Hi there,
In a new
feature by Ellen Barry in The New York Times, Barry reports on the secret lives of India’s factory girls: of love-letters, money, fever & freedom. Barry takes a deep look at women & work in India:
“The factory floor is going full throttle when the new girls walk in. Everywhere is the thrumming of sewing machines, the hum of fans, the faint burning smell of steam irons. On narrow tables that run between the machines, half-assembled Marks & Spencer miniskirts are thrust forward by fistfuls. The tailors, absorbed in the task of finishing 100 pieces per hour, for once turn their heads to look.
The new girls smell of the village. They have sprinklings of pimples. They woke well before dawn to prepare themselves for their first day of work, leaning over one another’s faces in silence to shape the edges of each eyebrow with a razor blade.
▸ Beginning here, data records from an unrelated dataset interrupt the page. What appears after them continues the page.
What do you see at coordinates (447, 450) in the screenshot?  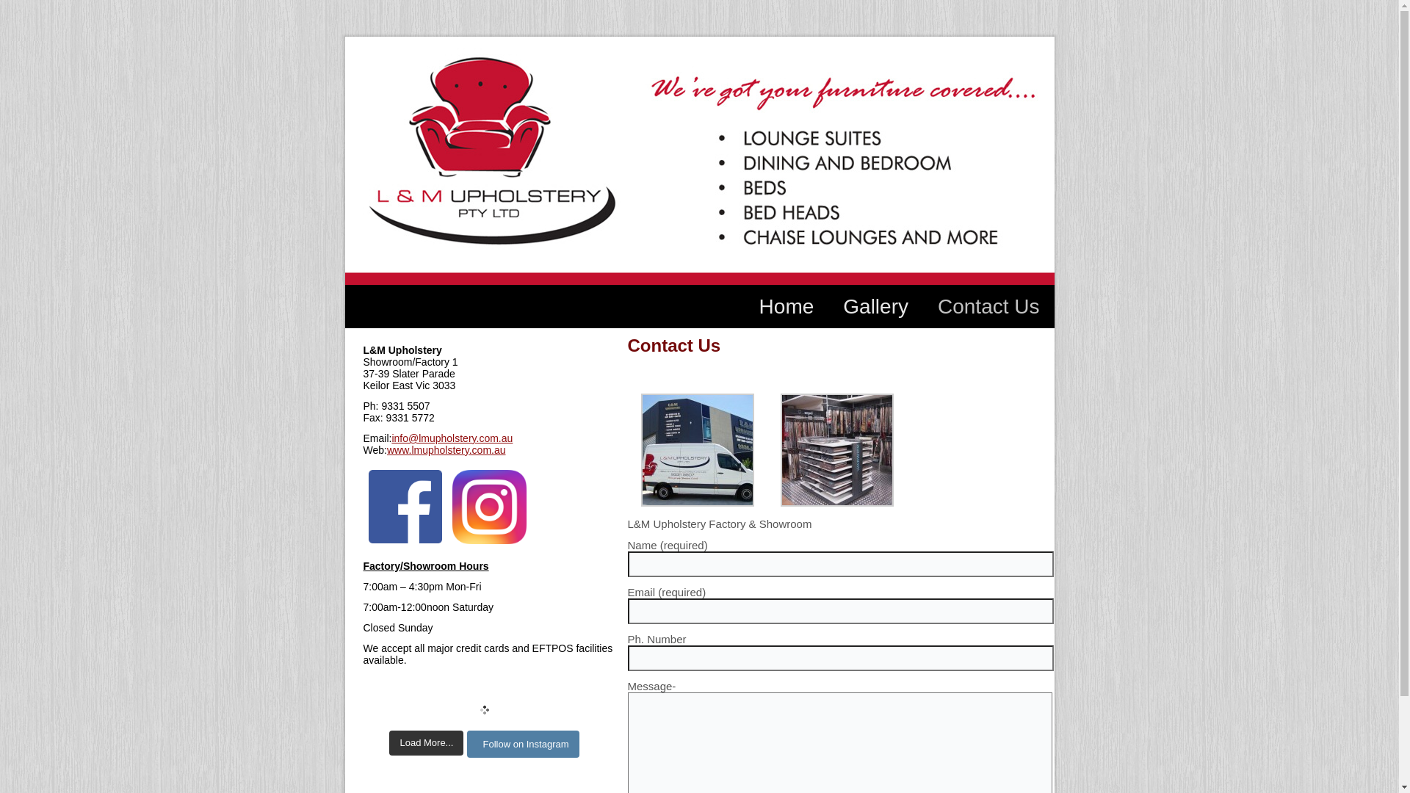 I see `www.lmupholstery.com.au` at bounding box center [447, 450].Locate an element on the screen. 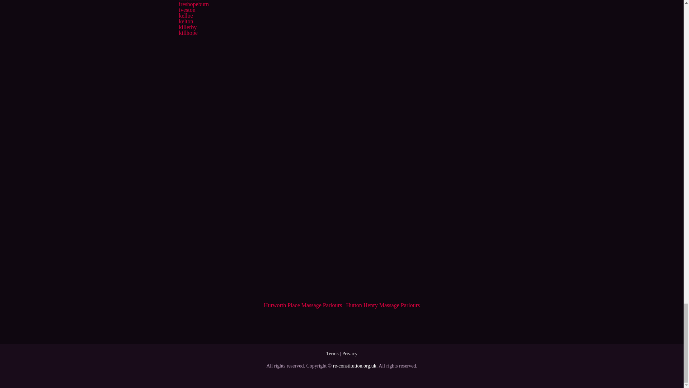 This screenshot has width=689, height=388. killerby is located at coordinates (187, 27).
Their braids bounce to their hips, tight and glossy, as if woven by a surgeon. On their ankles are silver chains hung with bells, so when they walk in a group, they jingle.
But it is impossible to hear this sound over the racket on the factory floor. The tailors glance up for only a moment, long enough to take in an experiment. The new workers — teenagers, most of them — have been recruited from remote villages to help factories like this one meet the global demand for cheap garments. But there is also social engineering going on.
A government program has drawn the trainees from the vast population of rural Indian women who spend their lives doing chores. In 2012, the last time the government surveyed its citizens about their occupation, an astonishing 205 million women between the ages of 15 and 60 responded ‘attending to domestic duties.’
Economists, with increasing urgency, say India will not fulfill its potential if it cannot put them to work in the economy. They say that if female employment were brought on par with male employment in India, the nation’s gross domestic product would expand by as much as 27 percent.”
This is the latest article in Barry’s series India’s Missing Women that explore why women in India are struggling to enter the work force, despite a prolonged economic expansion, rising education and declining fertility.